To Mystic, Love Susan

Age 7, Camp Mystic 2013

My connection to Camp Mystic spans over 3 generations. Growing up, I knew that the summer after I turned 8, my parents would pack my trunk (which was my cousin’s before mine) and send me on my way to the heart of the Texas hill country, Camp Mystic. I would walk across the stage at Rec Hall, and draw a blue or red slip, determining whether I’d join my aunt as a Kiowa or my cousin as a Tonk. When I got off that bus, it felt like I had just arrived at Disneyland. There were so many smiling faces looking back at me that I couldn’t help but forget about any lingering anxieties. I had so much fun after my first summer that I begged my parents to send me to “1st Term,” which was a full month instead of the 2-week term I had previously attended. From then on, I spent my Junes at Mystic for 8 beautiful summers. 

The impact that Camp Mystic had on my life is so deep that it’s hard to even describe. To be a Mystic girl is to be strong-willed, honest, compassionate, unafraid, and most importantly, to lead a life that glorifies Christ. We were taught to always eat vanilla ice cream with a scoop of peanut butter on the side, and to cheer as the winners go by, even if you lost during the last minute of the senior kickball game. Mystic is the only place I can think of where you can get your hunter’s safety license while also learning how to paint your nails, and that is what made Mystic such a magical place for me. One of my favorite things about Mystic was that from a young age, the idea was instilled in us that our beauty came primarily from the inside, not the outside. I learned how to be independent and rely on myself while simultaneously learning to trust others, and most importantly, trust God. As someone who grew up without sisters, Mystic gifted me that sisterhood I longed for. Even now, I refer to my best friend and her older sister as my own family; they are truly my God given sisters. 

Age 10, Camp Mystic 2015

Me and my “sisters” 10 years later.

It’s been 5 months since the night of July 4th, the night we lost 27 Mystic girls. The beautiful thing about Mystic is that you could sit next to someone on an airplane who was a fellow Mystic camper, and you immediately feel a sense of sisterhood and belonging. I think I can speak for a lot of us that because of that connection, we all felt the loss of these girls on a deeper level. Not a day goes by that I don’t think about them. I think about the fear they probably felt, I think about their families and I think about how quickly a place full of God’s beauty and love was torn apart by death and destruction. I have a hard time processing it all in my head. I think I still feel kind of numb to the whole situation because I truly don’t know what I’m supposed to feel. Sad? Angry? Confused? Probably a mix of all three. Every time I see a headline about Mystic in the news, the only thing I can really feel is this hopeless despair. I’ve recently found myself wishing that I could go back in time and relive one more day at Mystic. A day full of playing mermaids during free swim, eating chef’s salad, and ending the night dancing with my friends on the stage of Rec Hall. And instead of going straight to bed after taps, we would sit on someone’s bed with a flashlight and exchange stories about our lives back home. I’d give anything to experience it one more time. 

My cabin in our “Sunday whites” at the waterfront, Mystic 2020

But we live in a reality where those beautiful memories are now tainted by the vicious floodwaters that took the lives of those 27 girls. The joy I once felt when I thought of Mystic has been replaced with this sense of eeriness that I can’t seem to shake. My heart will forever be broken for those girls. On Sunday mornings, we used to sing the “Mustard Seed Song” and one of the lyrics said “if you have the faith of a mustard seed, you got all the faith, all the faith you need”. That phrase is something that has stuck with me throughout my childhood and into my adult life. I think that now more than ever we have to hold onto that faith. I asked my sister how do we move on from this, and she said we don’t. I think she’s right. We can't move on from this, but we have to live on in their memory. We have to love others fiercely, chase our wildest dreams, and live life without fear because that is what it means to be a Mystic girl. 

I truly couldn’t imagine my life without the green gates of Mystic. I would not be half the woman I am today without the strong values I learned from this sisterhood. Something I’ve come to realize through my own grief is that there isn’t a right way to feel about what happened. I hope that as a community, we all continue to carry the spirit of Mystic with us for many years to come. As our director, Dick Eastland, used to say, “A bell is not a bell until you ring it, a song is not a song until you sing it, the love in your heart wasn’t put there to stay, love is not love until you give it away.”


* **What is required**
Below are records; reproduce exactly the lines from the one that has "Image is 644x308 pixels." through the one that has "Image is 804x384 pixels.", ends included, and nothing more.

[Website and app data records]
──────────

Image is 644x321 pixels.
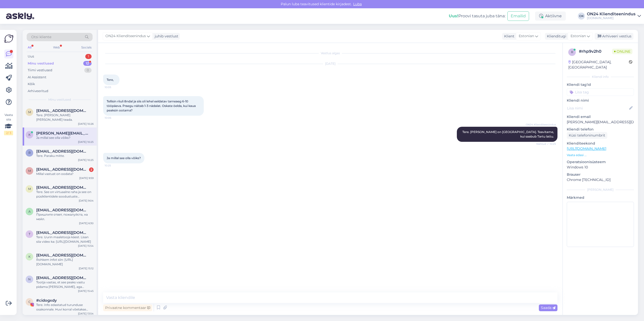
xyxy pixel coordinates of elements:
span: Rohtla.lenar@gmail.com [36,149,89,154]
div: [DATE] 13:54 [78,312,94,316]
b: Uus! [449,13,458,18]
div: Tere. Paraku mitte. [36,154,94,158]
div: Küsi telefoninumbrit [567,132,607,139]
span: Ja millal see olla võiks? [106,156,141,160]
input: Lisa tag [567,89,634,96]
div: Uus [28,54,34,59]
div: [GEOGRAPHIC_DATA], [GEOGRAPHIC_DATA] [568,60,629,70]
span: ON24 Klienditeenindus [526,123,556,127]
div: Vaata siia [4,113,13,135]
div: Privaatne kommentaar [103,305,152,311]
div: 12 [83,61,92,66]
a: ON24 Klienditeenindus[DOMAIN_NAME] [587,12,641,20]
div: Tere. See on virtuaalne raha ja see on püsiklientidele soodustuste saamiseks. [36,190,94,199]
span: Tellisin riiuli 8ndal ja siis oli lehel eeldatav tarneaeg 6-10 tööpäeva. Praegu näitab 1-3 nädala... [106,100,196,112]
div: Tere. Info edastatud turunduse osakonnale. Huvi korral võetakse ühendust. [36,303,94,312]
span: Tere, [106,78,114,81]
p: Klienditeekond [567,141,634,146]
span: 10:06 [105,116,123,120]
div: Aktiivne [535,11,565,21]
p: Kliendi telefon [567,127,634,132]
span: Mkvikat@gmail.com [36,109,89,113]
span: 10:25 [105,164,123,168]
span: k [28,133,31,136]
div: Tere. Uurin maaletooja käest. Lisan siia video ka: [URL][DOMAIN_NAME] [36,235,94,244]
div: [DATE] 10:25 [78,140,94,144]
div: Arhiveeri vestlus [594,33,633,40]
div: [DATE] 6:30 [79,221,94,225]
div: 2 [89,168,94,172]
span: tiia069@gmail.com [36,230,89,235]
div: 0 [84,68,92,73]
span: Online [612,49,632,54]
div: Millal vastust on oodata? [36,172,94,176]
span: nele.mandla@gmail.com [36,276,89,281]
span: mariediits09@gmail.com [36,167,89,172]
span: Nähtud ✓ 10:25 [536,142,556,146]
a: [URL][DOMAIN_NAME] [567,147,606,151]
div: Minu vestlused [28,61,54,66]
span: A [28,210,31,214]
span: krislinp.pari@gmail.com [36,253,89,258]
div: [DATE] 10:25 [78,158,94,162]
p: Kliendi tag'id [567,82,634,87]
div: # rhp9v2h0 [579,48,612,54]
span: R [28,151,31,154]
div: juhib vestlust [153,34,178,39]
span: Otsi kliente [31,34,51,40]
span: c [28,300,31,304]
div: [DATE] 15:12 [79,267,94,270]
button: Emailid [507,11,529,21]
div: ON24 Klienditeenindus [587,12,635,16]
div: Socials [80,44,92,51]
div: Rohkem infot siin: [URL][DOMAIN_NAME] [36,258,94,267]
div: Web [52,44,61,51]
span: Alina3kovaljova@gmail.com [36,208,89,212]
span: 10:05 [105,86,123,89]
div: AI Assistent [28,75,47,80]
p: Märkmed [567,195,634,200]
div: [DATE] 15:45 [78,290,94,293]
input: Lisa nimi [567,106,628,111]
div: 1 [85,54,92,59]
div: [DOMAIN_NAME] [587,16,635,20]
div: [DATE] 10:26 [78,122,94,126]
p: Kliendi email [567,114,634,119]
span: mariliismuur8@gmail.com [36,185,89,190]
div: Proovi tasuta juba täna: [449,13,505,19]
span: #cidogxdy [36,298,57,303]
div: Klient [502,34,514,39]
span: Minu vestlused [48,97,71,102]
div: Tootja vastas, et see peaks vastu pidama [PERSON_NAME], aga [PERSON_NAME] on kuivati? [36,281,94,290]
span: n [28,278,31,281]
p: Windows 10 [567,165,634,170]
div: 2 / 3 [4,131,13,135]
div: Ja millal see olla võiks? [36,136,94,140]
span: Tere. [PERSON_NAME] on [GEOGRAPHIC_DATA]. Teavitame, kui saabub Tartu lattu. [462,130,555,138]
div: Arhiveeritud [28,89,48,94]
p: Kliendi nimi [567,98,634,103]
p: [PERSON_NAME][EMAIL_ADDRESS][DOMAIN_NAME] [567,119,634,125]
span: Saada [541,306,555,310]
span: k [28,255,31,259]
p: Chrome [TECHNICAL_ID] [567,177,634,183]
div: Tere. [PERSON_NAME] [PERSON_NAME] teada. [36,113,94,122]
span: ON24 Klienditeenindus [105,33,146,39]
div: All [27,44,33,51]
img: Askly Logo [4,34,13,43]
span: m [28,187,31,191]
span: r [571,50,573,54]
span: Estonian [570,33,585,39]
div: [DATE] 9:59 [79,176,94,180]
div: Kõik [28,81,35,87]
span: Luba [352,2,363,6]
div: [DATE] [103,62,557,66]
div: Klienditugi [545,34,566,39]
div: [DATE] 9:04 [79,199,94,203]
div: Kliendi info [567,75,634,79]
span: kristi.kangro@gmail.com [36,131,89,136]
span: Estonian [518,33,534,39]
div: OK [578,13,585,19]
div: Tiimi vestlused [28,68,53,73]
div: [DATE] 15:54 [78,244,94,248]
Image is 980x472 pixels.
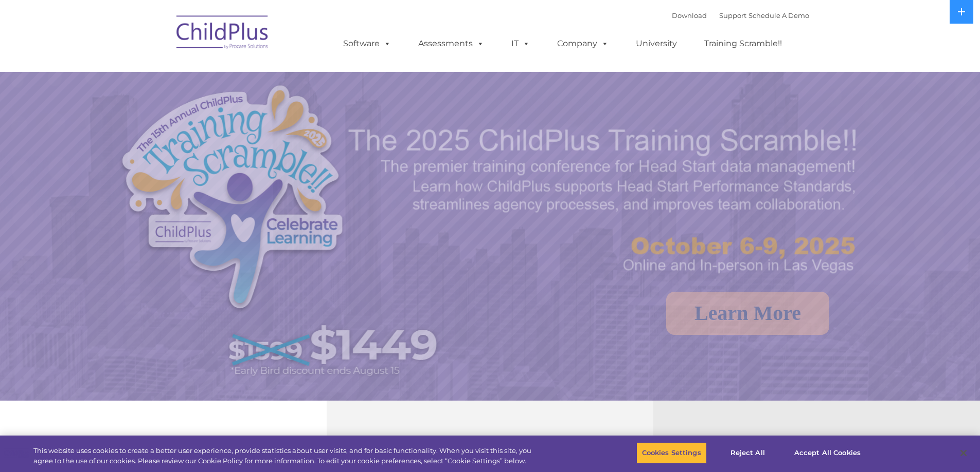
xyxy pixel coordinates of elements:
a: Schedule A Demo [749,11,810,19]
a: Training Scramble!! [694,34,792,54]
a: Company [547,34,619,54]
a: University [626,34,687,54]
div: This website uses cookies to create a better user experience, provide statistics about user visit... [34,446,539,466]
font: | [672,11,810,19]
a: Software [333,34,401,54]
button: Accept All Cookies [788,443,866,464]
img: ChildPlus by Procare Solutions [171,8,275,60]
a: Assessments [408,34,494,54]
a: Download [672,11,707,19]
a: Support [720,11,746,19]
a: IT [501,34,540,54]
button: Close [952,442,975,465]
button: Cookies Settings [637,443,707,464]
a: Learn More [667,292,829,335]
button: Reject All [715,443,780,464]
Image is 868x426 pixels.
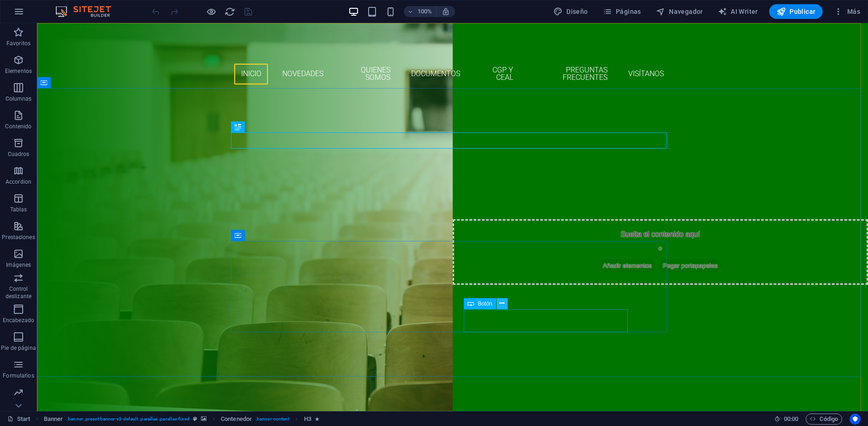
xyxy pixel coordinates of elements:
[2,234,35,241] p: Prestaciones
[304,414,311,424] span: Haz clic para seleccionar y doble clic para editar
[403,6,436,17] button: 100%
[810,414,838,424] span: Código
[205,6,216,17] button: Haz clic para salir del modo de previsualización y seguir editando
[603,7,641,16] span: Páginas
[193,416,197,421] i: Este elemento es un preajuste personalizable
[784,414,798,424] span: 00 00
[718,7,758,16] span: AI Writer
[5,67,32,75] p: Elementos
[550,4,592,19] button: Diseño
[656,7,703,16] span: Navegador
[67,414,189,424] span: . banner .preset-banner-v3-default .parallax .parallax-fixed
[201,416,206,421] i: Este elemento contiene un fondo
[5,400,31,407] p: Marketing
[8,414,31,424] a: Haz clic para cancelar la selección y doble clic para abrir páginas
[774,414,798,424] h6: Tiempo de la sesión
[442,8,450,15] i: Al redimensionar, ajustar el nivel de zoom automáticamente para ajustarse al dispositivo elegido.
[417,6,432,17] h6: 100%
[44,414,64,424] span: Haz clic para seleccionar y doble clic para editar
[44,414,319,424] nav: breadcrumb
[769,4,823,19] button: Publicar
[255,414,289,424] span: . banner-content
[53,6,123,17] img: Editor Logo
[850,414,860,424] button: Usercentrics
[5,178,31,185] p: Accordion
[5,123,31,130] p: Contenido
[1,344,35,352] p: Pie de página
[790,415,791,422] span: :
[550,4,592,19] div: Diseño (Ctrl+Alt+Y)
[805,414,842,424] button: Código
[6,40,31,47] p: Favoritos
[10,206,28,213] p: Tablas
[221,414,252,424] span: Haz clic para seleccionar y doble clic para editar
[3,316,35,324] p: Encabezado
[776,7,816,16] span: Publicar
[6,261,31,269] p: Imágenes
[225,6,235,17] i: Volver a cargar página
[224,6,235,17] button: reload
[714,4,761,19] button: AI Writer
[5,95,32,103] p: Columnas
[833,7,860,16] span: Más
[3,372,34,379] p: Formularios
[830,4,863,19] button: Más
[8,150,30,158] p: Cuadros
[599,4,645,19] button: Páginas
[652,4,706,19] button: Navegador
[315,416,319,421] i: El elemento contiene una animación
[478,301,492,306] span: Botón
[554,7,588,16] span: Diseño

──────────

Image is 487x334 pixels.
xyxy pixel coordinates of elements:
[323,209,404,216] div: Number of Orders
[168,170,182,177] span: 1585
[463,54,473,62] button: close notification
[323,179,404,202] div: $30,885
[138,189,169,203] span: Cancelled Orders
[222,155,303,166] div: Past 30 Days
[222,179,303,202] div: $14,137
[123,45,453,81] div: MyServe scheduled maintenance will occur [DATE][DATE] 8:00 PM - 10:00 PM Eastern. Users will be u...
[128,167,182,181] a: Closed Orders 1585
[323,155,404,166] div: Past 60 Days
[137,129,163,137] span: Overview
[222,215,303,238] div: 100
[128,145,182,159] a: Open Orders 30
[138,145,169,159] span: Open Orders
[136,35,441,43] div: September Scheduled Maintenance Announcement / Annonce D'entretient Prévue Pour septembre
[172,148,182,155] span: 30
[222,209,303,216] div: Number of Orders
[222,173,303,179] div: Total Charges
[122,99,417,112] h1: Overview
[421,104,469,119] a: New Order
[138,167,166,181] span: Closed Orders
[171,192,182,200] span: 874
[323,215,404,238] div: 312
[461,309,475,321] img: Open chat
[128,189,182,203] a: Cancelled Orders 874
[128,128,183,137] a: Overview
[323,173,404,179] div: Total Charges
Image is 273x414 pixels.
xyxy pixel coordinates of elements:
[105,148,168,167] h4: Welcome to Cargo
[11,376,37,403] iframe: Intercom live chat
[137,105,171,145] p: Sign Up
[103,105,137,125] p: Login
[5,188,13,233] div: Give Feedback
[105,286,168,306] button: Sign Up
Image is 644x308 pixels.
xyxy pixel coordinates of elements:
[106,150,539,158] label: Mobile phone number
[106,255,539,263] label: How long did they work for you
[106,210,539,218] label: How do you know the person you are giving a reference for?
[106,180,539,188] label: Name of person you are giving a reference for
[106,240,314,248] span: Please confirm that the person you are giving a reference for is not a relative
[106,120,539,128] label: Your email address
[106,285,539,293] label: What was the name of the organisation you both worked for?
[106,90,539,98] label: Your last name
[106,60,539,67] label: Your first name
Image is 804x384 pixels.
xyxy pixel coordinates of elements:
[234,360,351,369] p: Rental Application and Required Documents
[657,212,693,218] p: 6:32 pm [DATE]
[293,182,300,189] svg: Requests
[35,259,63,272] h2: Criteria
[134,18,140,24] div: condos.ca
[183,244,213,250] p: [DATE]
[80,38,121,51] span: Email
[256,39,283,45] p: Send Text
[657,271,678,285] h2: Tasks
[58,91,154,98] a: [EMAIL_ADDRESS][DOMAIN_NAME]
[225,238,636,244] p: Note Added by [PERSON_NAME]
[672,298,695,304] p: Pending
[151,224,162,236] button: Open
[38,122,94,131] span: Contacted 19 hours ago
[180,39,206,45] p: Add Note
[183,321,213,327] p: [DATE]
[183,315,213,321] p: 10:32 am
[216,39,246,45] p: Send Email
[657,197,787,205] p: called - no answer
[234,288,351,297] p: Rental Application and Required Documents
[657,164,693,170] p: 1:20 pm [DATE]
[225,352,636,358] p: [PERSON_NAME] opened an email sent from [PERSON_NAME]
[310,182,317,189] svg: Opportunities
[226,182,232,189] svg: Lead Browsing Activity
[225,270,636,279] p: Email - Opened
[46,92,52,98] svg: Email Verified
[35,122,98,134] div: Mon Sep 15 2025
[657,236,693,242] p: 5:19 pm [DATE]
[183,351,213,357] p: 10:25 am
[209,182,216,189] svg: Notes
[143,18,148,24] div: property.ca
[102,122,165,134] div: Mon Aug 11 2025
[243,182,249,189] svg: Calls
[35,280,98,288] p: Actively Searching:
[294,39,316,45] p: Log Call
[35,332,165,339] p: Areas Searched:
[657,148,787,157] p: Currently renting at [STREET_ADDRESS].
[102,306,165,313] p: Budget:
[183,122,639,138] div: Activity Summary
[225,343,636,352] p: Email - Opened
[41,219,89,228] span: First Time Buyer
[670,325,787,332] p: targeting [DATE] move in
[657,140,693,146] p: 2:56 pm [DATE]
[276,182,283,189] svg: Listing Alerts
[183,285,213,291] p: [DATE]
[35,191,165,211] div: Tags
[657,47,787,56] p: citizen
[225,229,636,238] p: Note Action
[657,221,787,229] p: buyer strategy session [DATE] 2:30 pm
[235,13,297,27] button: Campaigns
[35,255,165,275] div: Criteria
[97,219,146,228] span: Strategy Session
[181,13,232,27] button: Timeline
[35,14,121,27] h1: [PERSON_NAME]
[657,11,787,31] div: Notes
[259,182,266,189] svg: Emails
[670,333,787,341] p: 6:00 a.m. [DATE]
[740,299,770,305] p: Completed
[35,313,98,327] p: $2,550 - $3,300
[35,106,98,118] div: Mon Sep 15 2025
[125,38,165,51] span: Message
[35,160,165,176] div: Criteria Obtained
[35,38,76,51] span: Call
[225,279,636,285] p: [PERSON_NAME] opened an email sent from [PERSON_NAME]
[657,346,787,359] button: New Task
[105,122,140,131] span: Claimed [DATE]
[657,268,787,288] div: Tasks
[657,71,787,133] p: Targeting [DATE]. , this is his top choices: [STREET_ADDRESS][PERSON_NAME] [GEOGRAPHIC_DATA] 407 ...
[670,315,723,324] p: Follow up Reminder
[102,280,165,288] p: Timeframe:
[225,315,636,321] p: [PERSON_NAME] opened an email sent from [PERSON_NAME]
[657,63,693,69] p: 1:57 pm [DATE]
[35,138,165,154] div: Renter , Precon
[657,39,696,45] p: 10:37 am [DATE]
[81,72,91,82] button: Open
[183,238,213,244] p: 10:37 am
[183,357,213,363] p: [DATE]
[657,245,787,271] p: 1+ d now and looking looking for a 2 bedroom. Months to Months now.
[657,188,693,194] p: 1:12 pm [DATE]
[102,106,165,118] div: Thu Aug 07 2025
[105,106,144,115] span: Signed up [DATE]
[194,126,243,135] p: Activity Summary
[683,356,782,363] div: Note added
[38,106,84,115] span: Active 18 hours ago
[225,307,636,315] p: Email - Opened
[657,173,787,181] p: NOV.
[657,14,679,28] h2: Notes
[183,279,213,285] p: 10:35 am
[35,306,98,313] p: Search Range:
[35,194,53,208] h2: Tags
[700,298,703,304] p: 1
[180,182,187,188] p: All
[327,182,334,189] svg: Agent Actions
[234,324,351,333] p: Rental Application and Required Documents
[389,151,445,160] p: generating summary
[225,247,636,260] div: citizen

──────────

* **Exercise result**
Image is 644x308 pixels.
xyxy pixel coordinates of elements:
[106,150,539,158] label: Mobile phone number
[106,255,539,263] label: How long did they work for you
[106,210,539,218] label: How do you know the person you are giving a reference for?
[106,180,539,188] label: Name of person you are giving a reference for
[106,240,314,248] span: Please confirm that the person you are giving a reference for is not a relative
[106,120,539,128] label: Your email address
[106,285,539,293] label: What was the name of the organisation you both worked for?
[106,90,539,98] label: Your last name
[106,60,539,67] label: Your first name
Image is 804x384 pixels.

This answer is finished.